Alara’s larger dishes lend a certain “family style” air to the dining experience, albeit a family that passes the bone marrow demi-glaze in lieu of the gravy. I balked a bit at the $52 price tag for the lobster and pea carbonara, but I should have brought two more people. It wasn’t just a generous portion of pasta; it was a generous portion of lobster, seemingly an entire trap’s worth of claws and meaty chunks almost crowding out the rigatoni.
I came back the next weekend with two dining companions in tow, primed for sharing. We swapped steak, salmon, chicken Milanese, and asparagus. The steak wouldn’t have made it past my placemat had I not been duty-bound to divvy. Specifically, it was an eight-ounce, center cut filet with a trio of condiments—rosemary truffle butter, chimichurri, and the aforementioned bone marrow demi—each condiment reinvigorated the straightforward dish.

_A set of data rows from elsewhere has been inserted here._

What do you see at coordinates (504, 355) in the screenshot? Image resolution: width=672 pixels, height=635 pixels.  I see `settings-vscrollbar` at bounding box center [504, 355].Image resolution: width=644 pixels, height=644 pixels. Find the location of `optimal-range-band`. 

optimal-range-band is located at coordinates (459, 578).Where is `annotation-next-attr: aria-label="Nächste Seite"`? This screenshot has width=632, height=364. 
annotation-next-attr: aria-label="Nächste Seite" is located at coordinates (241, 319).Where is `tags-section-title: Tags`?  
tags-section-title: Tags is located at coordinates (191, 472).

The tender salmon, deep red like my rare filet, also stood out. It was Glory Bay King Salmon, harvested off the coast of southern New Zealand. Bodenstein says he prefers it because of its high fat content and the fact that it’s harvested near where it lives, giving it a similar flavor and appearance to wild-caught salmon. I see his point. It’s shipped in multiple times per week. It seems that when Alara turns to non-local places for its sourcing, it does so with good reason.
The chicken Milanese—a light, rustic, and lemony dish that ate like a biergarten schnitzel—was massive and tasty, but perhaps a bit out of place on Alara’s menu. It came with asparagus, but I was glad we opted for the asparagus side as well, as it was decked out with mushrooms, lemon curd, and bits of crispy chicken skin that I now believe should be sprinkled over every asparagus side.

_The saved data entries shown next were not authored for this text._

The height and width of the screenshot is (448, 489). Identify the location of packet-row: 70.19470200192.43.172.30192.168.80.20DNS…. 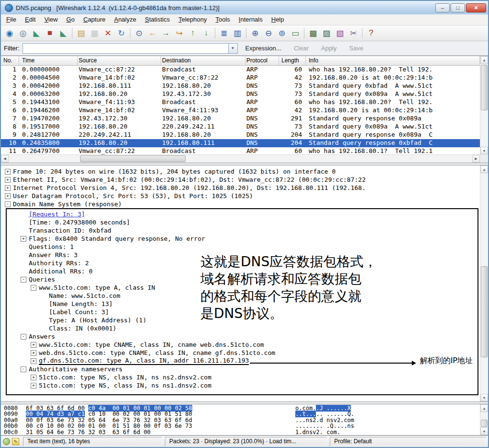
(241, 119).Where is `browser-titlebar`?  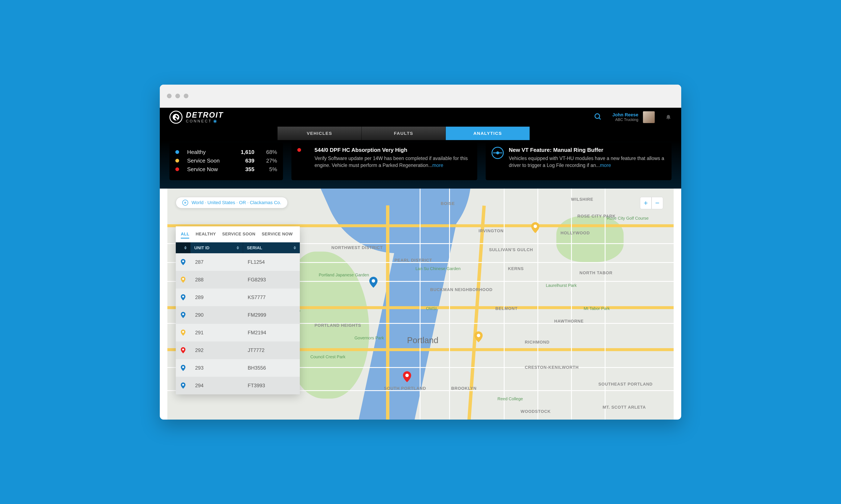
browser-titlebar is located at coordinates (420, 96).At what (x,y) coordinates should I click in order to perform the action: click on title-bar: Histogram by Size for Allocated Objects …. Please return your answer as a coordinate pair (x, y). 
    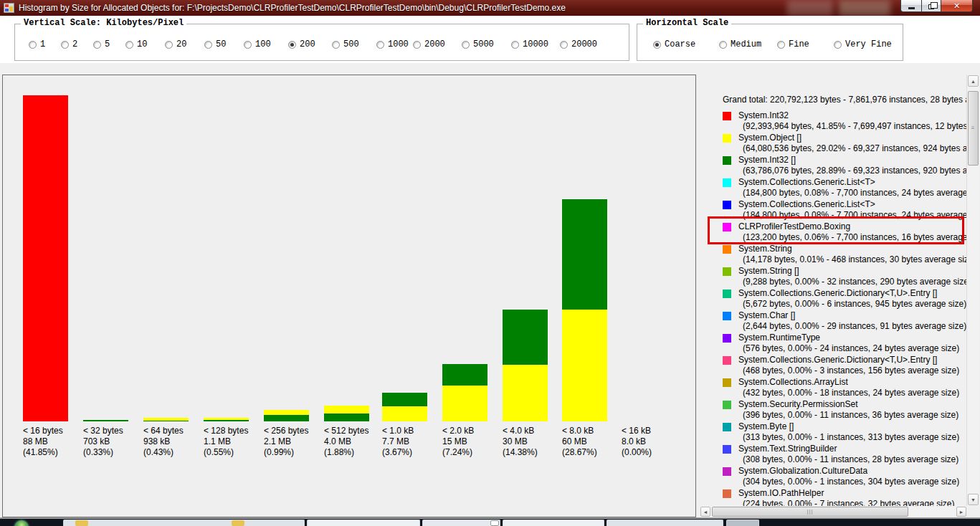
    Looking at the image, I should click on (490, 8).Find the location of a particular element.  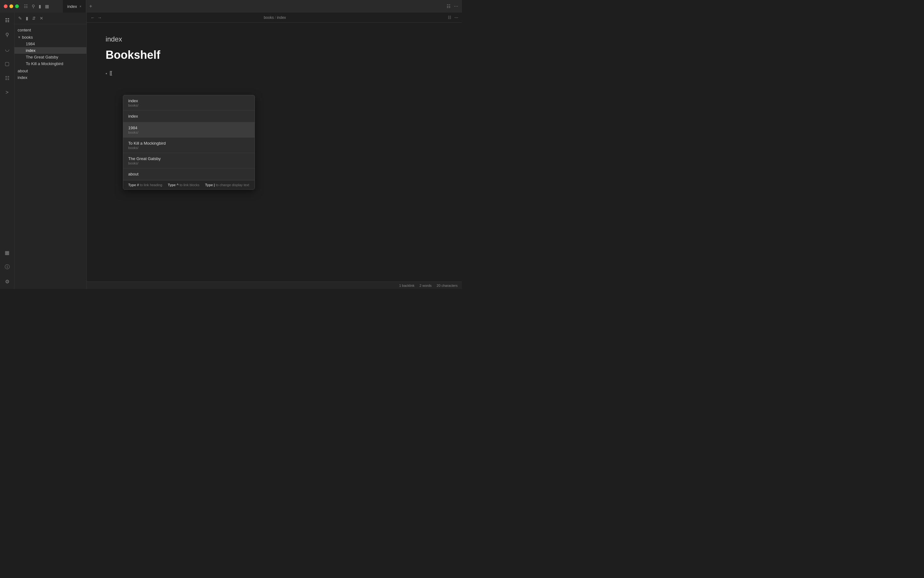

char-count: 20 characters is located at coordinates (447, 286).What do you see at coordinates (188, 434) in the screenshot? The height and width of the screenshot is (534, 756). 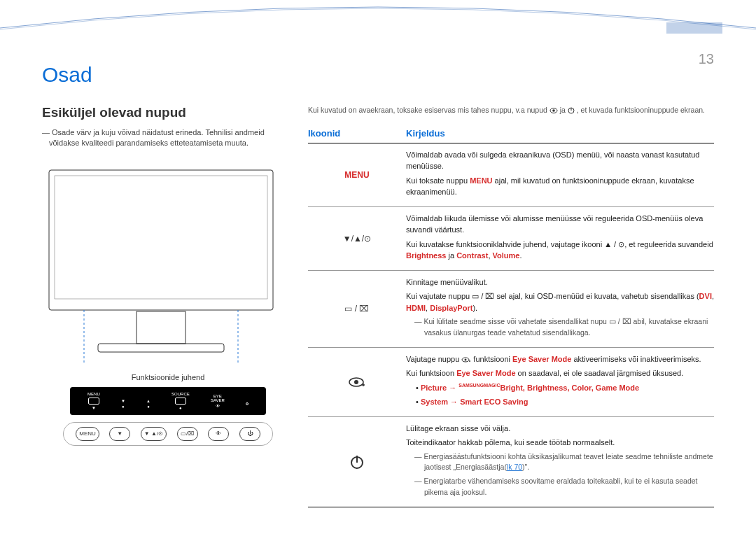 I see `pill-source: ▭/⌧` at bounding box center [188, 434].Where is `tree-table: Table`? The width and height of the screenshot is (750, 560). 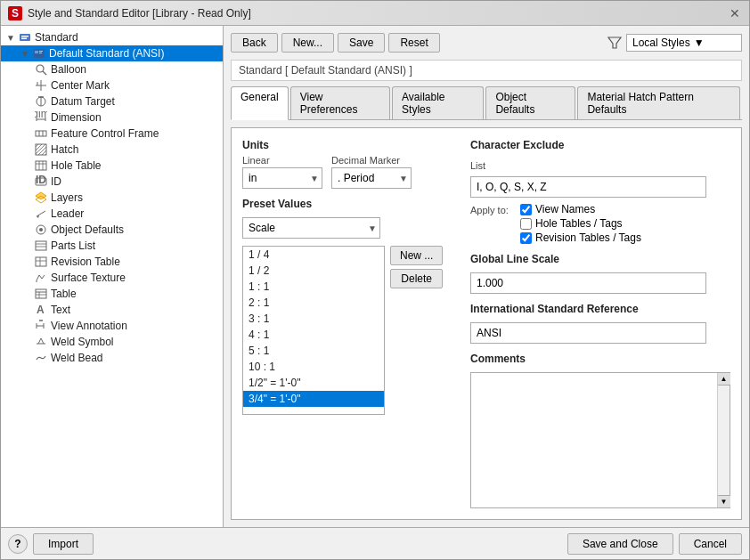 tree-table: Table is located at coordinates (112, 294).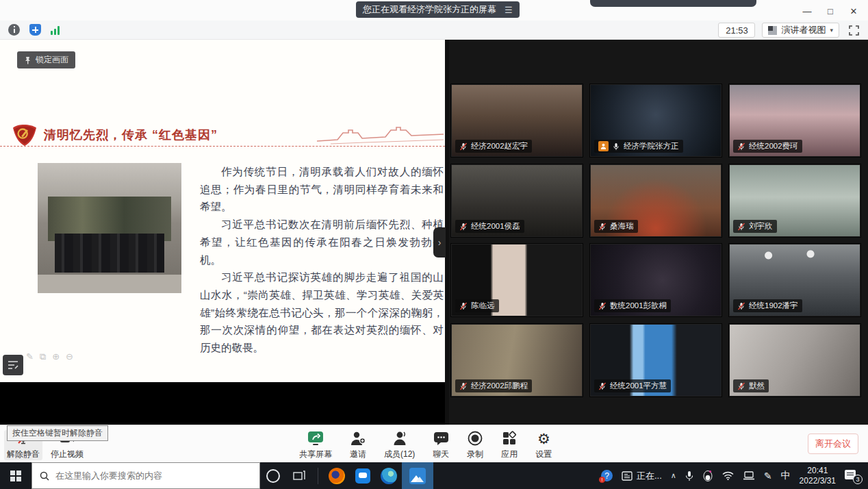 The width and height of the screenshot is (868, 489). Describe the element at coordinates (633, 386) in the screenshot. I see `participant-name-label: 经统2001平方慧` at that location.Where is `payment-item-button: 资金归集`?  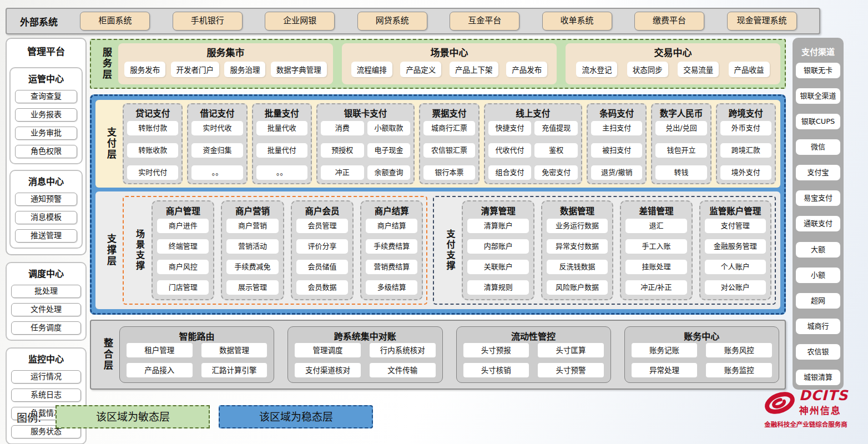 payment-item-button: 资金归集 is located at coordinates (217, 150).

Like lots of local restaurants at this price point, Alara takes farm-to-table dining seriously. It’s also a restaurant that takes service seriously: glasses are quickly refilled, plates and cutlery frequently exchanged, and servers deftly explain its rather novel sharable menu.
Arguably, Alara’s most imaginative dishes appear on its dessert menu. Which is why I wasn’t especially surprised to learn that Pastry Chef Lisa Hood was previously the pastry sous chef at Disney World. The Creamsicle Cloud was her (very successful) attempt to make a cheesecake that wasn’t so dense. It’s a light, creamy dessert that pops with the bright summer flavors of passionfruit curd, orange and vanilla mousse, and what the menu beguilingly describes as “color shifting glaze,” a psychedelic swirl of purples and blues. It’s not for me to say if Hood still pines for the Magic Kingdom, but it seems to have been distilled into this dessert.
Between the nearby Element Eatery food hall and restaurants like Mazunte and Bee’s BBQ, Madisonville has quickly established itself as one of our city’s great dining destinations. A sparkling, high-end restaurant was the missing piece. Alara spectacularly fills that void. With it, Looking Glass Hospitality has created a true wonderland.
5410 Medpace Way, Madisonville, (513) 272-5315, alaracincinnati.com
Hours: Dinner Sun–Thurs 4–10 p.m., Fri & Sat 4–11 p.m.
Prices: $8 (Flock Bakery Focaccia)–$72 (8 oz. Wagyu Sirloin Strip)
Credit Cards: All major
The Takeaway: Sharables will wow the table at this ritzy Madison Square spot.